I tell stories to keep people alive. And sometimes, those stories remind us why we’re alive in the first place.
I’m a journalist, conflict reporter, and storyteller. My work involves war zones, displaced communities, and spaces most people only encounter through headlines or stereotypes. I’m less interested in breaking news than I am in what happens after the news outlets are gone; how people keep living, moving, laughing, and surviving when the cameras usually leave.
Like I said above, I believe stories can keep people alive. Not metaphorically, but literally. Stories preserve dignity, interrupt indifference, hell…they’re how we even explain history. Stories remind us that people are not problems to be solved, but lives to be honored.
That belief has taken me into spaces often labeled fringe and unholy, like sitting with Death Doulas, interviewing freedom fighters in Syria, or spending a week in the Appalachian mountains with snake-handling preachers. Other times, it’s put me in hard, but necessary places, like interviewing the Grand Wizard of the KKK, or sleeping in a bomb shelter in Israel.
Whether I’m filming, editing, or recording an interview, my goal is the same: to find the voices that have something to say to let us know how the world really works.
Image shot from my studio in Portland, Oregon.
I live in Portland, Oregon. When I’m not in the field, I’m part of Heretic Coffee Co., a small nonprofit coffee shop built around the idea that care should be practical, not theoretical. You may have hard of us from our SNAP Breakfast program that made global news in late 2025.
If you head through a door in the back of Heretic Coffee, you’d make your way into my studio, a 300 square foot space where I spent most of my days editing, creating, and finding new stories.
Heretic, my studio, and my journalism work keeps me tethered to this world. It reminds me that the same dignity I chase across borders is needed just as urgently on my own block.
More than anything, I hope my work gives you a new found sense of awe and wonder not only for your life, but the lives around you.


#### WHAT YOU NEED TO DO
Copy out each line of the data holding "imagePrevious".

[Data records for software interfaces]
______

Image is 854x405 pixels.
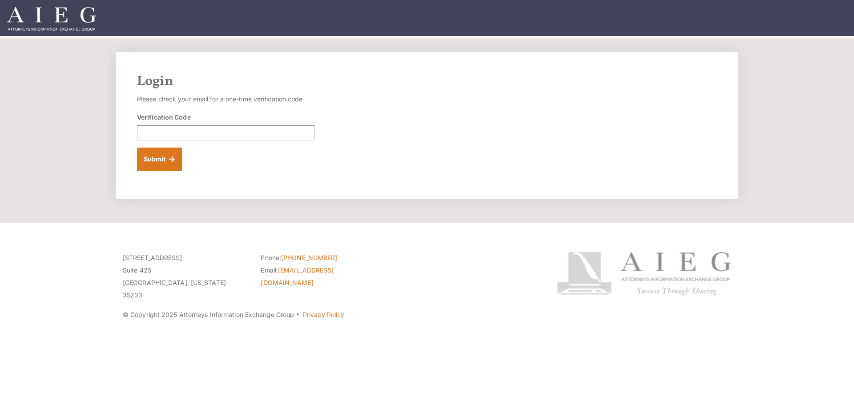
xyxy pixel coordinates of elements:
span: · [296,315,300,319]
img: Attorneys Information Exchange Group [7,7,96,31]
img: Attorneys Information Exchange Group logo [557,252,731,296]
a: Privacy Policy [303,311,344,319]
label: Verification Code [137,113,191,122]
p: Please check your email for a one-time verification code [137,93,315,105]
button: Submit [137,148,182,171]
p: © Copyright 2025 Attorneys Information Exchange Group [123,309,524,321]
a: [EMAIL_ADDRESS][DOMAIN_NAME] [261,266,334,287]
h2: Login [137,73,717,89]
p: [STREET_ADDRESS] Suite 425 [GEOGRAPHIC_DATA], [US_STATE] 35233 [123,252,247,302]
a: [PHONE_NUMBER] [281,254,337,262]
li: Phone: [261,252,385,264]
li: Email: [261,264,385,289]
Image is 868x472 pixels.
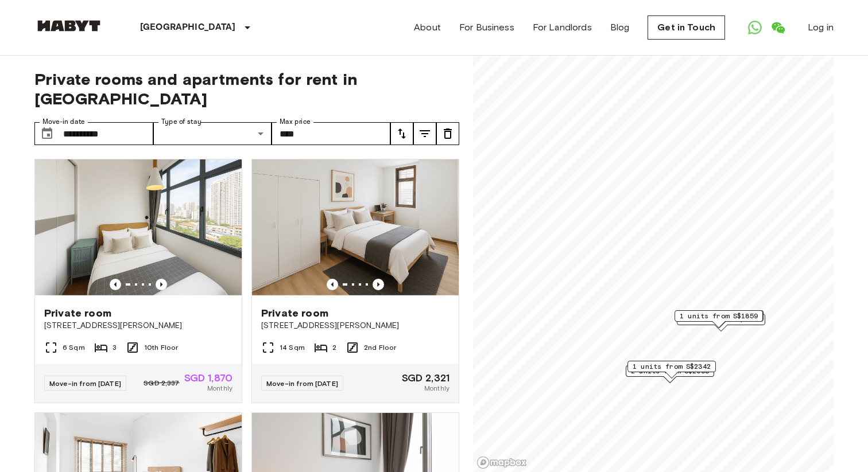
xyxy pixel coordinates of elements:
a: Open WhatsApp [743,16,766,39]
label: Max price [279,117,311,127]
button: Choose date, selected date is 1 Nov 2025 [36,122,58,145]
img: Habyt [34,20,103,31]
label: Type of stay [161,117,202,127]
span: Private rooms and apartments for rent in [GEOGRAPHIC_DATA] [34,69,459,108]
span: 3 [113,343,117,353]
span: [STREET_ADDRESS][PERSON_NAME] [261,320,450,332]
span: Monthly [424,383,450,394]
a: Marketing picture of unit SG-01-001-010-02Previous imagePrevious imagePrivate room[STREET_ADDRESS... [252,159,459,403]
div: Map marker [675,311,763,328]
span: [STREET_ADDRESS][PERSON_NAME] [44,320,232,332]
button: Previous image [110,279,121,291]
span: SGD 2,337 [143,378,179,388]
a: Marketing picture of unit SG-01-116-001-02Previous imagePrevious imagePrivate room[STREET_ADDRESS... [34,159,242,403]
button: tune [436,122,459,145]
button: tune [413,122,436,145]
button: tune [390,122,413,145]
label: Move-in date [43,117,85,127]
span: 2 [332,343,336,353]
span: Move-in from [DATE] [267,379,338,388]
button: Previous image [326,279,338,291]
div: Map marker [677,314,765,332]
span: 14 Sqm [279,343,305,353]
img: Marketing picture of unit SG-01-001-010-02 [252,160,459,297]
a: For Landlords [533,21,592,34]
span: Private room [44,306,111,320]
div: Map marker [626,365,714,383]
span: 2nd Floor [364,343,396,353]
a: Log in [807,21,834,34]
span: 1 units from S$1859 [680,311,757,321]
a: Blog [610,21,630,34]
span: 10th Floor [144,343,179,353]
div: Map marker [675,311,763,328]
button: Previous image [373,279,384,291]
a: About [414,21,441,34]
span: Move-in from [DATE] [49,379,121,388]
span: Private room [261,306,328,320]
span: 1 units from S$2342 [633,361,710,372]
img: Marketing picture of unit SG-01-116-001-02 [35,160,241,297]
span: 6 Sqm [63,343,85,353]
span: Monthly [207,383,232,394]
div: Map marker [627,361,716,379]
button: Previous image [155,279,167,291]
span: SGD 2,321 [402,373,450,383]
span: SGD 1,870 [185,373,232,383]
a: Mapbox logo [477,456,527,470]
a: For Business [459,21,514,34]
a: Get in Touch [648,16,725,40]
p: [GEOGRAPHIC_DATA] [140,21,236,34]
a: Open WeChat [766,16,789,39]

______

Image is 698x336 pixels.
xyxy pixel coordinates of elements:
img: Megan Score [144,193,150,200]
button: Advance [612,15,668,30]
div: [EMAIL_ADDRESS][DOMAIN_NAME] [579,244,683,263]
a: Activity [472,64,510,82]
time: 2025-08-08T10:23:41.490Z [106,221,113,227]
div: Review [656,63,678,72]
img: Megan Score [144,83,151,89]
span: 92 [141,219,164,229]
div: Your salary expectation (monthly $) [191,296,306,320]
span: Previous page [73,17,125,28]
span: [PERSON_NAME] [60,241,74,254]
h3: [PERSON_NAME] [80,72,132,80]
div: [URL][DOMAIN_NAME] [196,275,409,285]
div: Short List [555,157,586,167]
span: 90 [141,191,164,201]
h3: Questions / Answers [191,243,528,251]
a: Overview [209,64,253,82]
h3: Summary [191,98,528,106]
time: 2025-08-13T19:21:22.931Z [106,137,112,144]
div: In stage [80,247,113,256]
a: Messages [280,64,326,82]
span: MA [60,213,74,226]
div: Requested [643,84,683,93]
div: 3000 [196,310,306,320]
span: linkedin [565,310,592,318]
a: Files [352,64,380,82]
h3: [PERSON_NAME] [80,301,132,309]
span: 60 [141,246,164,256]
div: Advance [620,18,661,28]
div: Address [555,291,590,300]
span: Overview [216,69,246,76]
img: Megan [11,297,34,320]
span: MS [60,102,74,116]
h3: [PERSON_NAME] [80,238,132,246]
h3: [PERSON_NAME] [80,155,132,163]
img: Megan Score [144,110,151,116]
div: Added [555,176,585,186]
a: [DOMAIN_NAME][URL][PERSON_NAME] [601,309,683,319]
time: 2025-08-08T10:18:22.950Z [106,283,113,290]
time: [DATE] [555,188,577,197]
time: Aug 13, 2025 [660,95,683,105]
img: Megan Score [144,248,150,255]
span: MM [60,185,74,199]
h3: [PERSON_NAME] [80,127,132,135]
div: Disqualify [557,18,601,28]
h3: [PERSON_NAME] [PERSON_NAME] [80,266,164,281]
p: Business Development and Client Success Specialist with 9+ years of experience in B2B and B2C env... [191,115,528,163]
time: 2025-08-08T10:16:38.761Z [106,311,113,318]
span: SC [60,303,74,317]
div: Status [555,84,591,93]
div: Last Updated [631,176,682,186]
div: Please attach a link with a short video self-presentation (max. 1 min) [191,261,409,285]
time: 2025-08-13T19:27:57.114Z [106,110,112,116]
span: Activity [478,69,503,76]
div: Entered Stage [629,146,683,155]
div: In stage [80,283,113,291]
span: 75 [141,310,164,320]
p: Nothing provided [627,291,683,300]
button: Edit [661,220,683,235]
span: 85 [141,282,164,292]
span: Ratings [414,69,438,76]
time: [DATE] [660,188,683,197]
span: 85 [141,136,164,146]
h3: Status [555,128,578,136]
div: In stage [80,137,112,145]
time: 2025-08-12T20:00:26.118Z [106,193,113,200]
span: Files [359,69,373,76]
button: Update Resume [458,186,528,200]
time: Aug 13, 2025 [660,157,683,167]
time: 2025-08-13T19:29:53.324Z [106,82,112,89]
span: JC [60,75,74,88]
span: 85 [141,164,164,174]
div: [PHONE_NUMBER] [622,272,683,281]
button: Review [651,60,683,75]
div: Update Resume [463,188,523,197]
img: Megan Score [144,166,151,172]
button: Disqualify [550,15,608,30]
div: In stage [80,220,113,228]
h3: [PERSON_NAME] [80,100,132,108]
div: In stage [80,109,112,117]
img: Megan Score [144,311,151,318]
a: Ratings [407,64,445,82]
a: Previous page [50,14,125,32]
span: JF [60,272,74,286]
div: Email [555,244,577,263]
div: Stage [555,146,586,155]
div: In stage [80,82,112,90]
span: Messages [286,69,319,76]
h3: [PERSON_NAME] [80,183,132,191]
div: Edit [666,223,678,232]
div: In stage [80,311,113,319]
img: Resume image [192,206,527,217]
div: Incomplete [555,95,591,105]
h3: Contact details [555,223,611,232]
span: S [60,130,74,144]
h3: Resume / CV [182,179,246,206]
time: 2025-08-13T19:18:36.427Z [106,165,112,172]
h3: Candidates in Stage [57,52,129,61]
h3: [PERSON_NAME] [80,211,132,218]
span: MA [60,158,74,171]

______

#### THE ANSWER
a: Marketing picture of unit SG-01-001-010-02Previous imagePrevious imagePrivate room[STREET_ADDRESS... [252,159,459,403]
a: Marketing picture of unit SG-01-116-001-02Previous imagePrevious imagePrivate room[STREET_ADDRESS... [34,159,242,403]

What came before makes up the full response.